Infrastructure as a Service (IaaS) has fundamentally altered how we purchase, deploy, and manage IT infrastructure. For instance, provisioning infrastructure has gone from a complex, time-consuming process that culminated in crawling around dusty data center floors and plugging in new hardware to making a few keystrokes in a portal or even an automated API call, bringing thousands of hardware resources to bear.
When selecting an IaaS vendor, there are a number of considerations that should not be ignored. Here are seven important points to keep in mind when choosing an IaaS vendor.
Buying infrastructure was relatively easy -- you'd pick your OS, buy the appropriate box, load up your applications, and then have access to the entire stack should anything need updating or modifying. IaaS gets a bit blurrier, as offerings range from what amounts to an outsourced data center, all the way to platform-oriented providers where you have minimal visibility into the underlying hardware and OS.
There can be benefits to both scenarios depending on your needs -- just ensure you know what you're buying, and that your expectations around what infrastructure you can 'touch' versus what's restricted to the provider align.
In most IaaS models, the applications you run on the outsourced infrastructure will likely require some level of modification. In the simplest cases, this might be limited to extra administrative steps when deploying new applications; in the more complex cases, this could require code-level modification to applications to support your IaaS provider's ability to turn applications on and off and move them between infrastructure components. There's obviously a cost to these modifications, so make sure you understand the impact of any tweaks that your IaaS provider requires.
Various levels of application and infrastructure management have allowed vendors to repackage and resell offerings from various parties. In the best case, this allows for getting the right combination of services at the right price. In the worst case, a vendor might be simply 'reselling' someone else's infrastructure. This will become readily apparent when there's a problem, and your vendor can't do anything other than serve as a middleman.
Make sure you ask the vendor what their process looks like for responding to incidents, and try to tease out whether that vendor actually 'owns' the infrastructure they're selling you, or if they're merely an intermediary who might be subject to different SLAs and support procedures than what you think you're buying.
Every vendor, IaaS providers included, has 'world-class' support during the sales process, but the story can suddenly change once you become a paying customer. What reporting and monitoring will be available to check the status of your infrastructure? How quickly can you provision or reallocate resources? Is that fancy control panel really a front-end for a slow, manual process? What Service Level Agreements (SLAs) are in place to ensure infrastructure problems are rapidly resolved? Be sure to get answers to all of these questions.
Make sure you understand how your data are protected, and what redundancies are available should your IaaS provider have an outage. Some IaaS providers can create entire 'copies' of your infrastructure and associated applications, while others merely provide some limited hardware redundancy. For smaller IaaS providers in particular, understand where they have key points of failure and what scenarios might knock out significant portions of your infrastructure, as well as how to mitigate these effects should they occur.
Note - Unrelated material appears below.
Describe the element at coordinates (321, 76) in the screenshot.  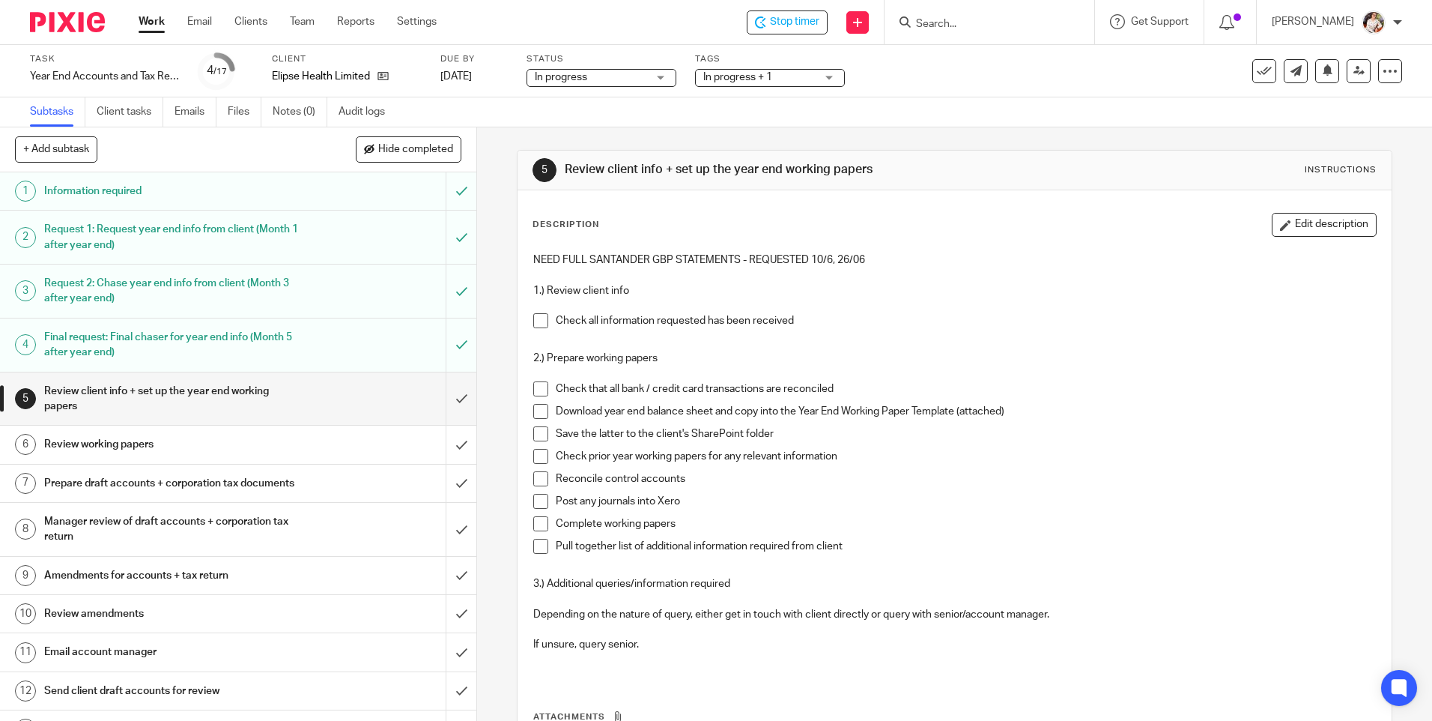
I see `p: Elipse Health Limited` at that location.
IaaS pricing can initially look very attractive, especially compared to procuring and maintaining your own infrastructure. However, in some cases, expected savings from migrating to IaaS never materialize. It can be almost too easy to provision new infrastructure on an IaaS platform, allowing developers and app admins to provision resources that are ultimately not needed.
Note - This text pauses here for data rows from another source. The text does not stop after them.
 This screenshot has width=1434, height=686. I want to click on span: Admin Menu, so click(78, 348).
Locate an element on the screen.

Make sure you not only understand your IaaS vendor's pricing structure, but also what options you have for monitoring and tracking the resources you're using and deactivating unneeded resources when necessary.
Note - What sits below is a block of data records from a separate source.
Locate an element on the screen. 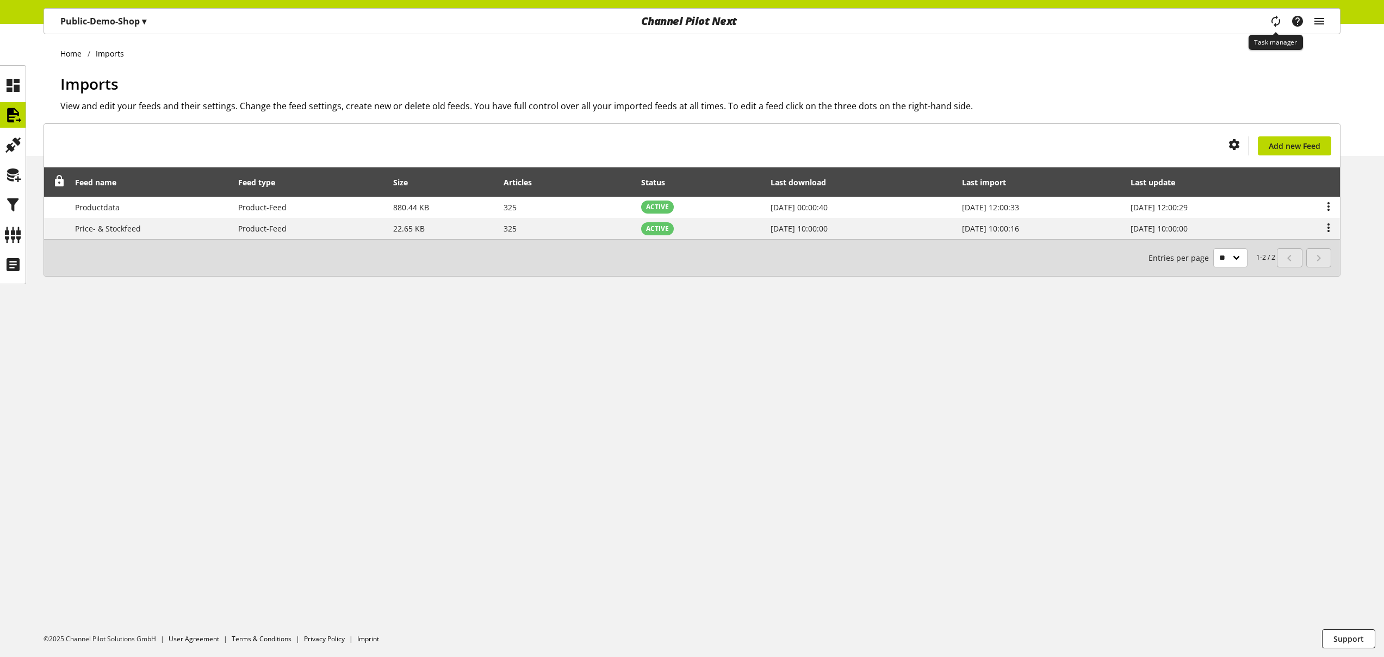 This screenshot has height=657, width=1384. div: Last update is located at coordinates (1158, 182).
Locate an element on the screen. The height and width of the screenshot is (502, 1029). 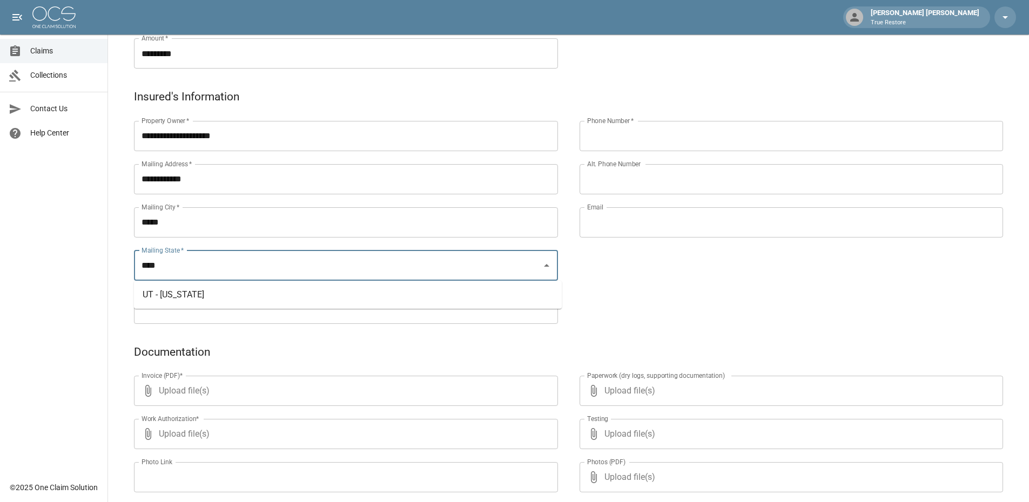
span: Help Center is located at coordinates (64, 133).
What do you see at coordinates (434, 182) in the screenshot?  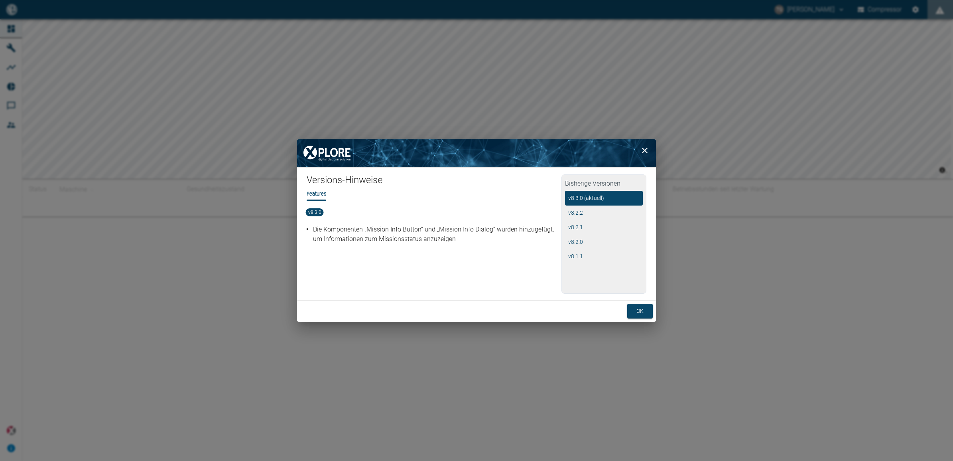 I see `h1: Versions-Hinweise` at bounding box center [434, 182].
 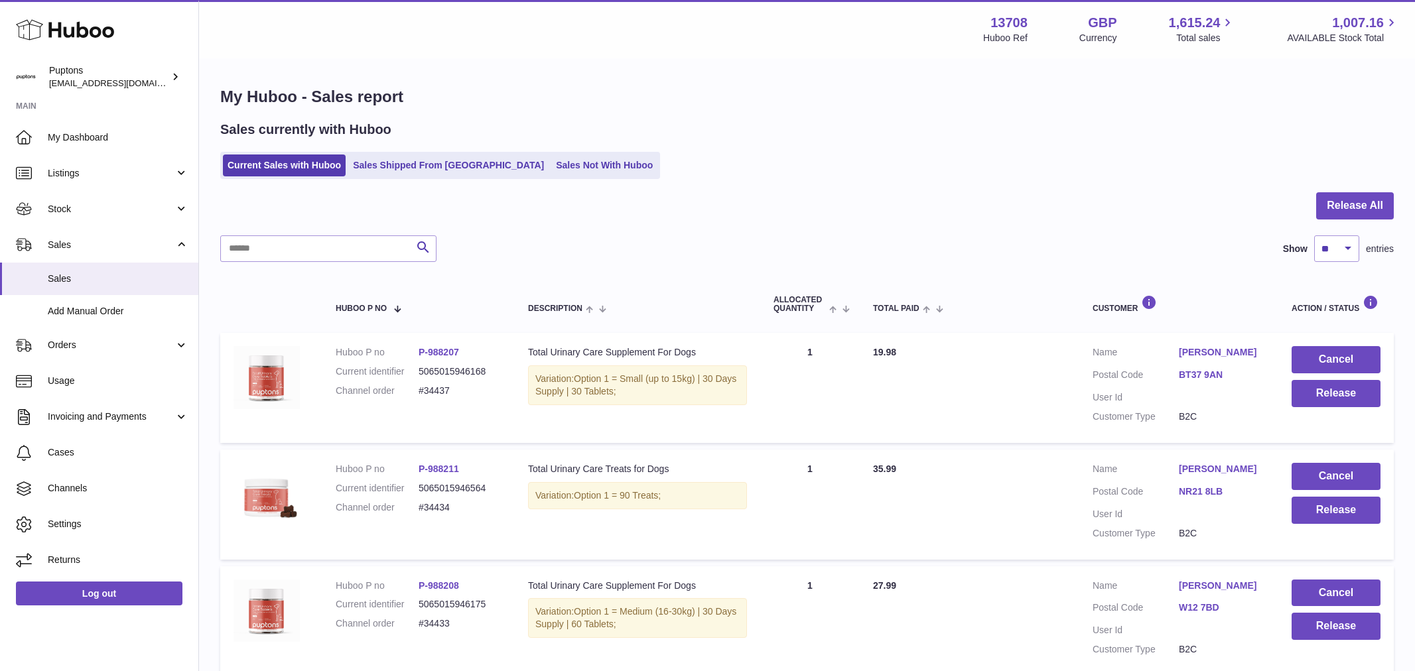 I want to click on div: Currency, so click(x=1098, y=38).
Before IaaS became commonplace, the data center was a relatively unregulated domain. Now, concerns around everything from privacy to security have engendered regulations that cover what data you can store, where you can store it, and how it needs to be secured.
Even a simple web application can be subject to data privacy regulations, so make sure you understand the regulations you are subject to, and ensure your IaaS provider can deliver. Just because you've outsourced your infrastructure doesn't absolve you of responsibility for complying with government and industry mandates.
Unless you're engaging in a 'lift and shift' operation where an IaaS provider essentially buys your infrastructure and takes over its management, you'll need a plan for how to retire or repurpose your existing infrastructure. This is often a key element of the business case supporting an IaaS migration, but an easy part of the plan to defer and endlessly delay as you focus on migration to the new infrastructure, ultimately eroding the benefits spelled out in your business case.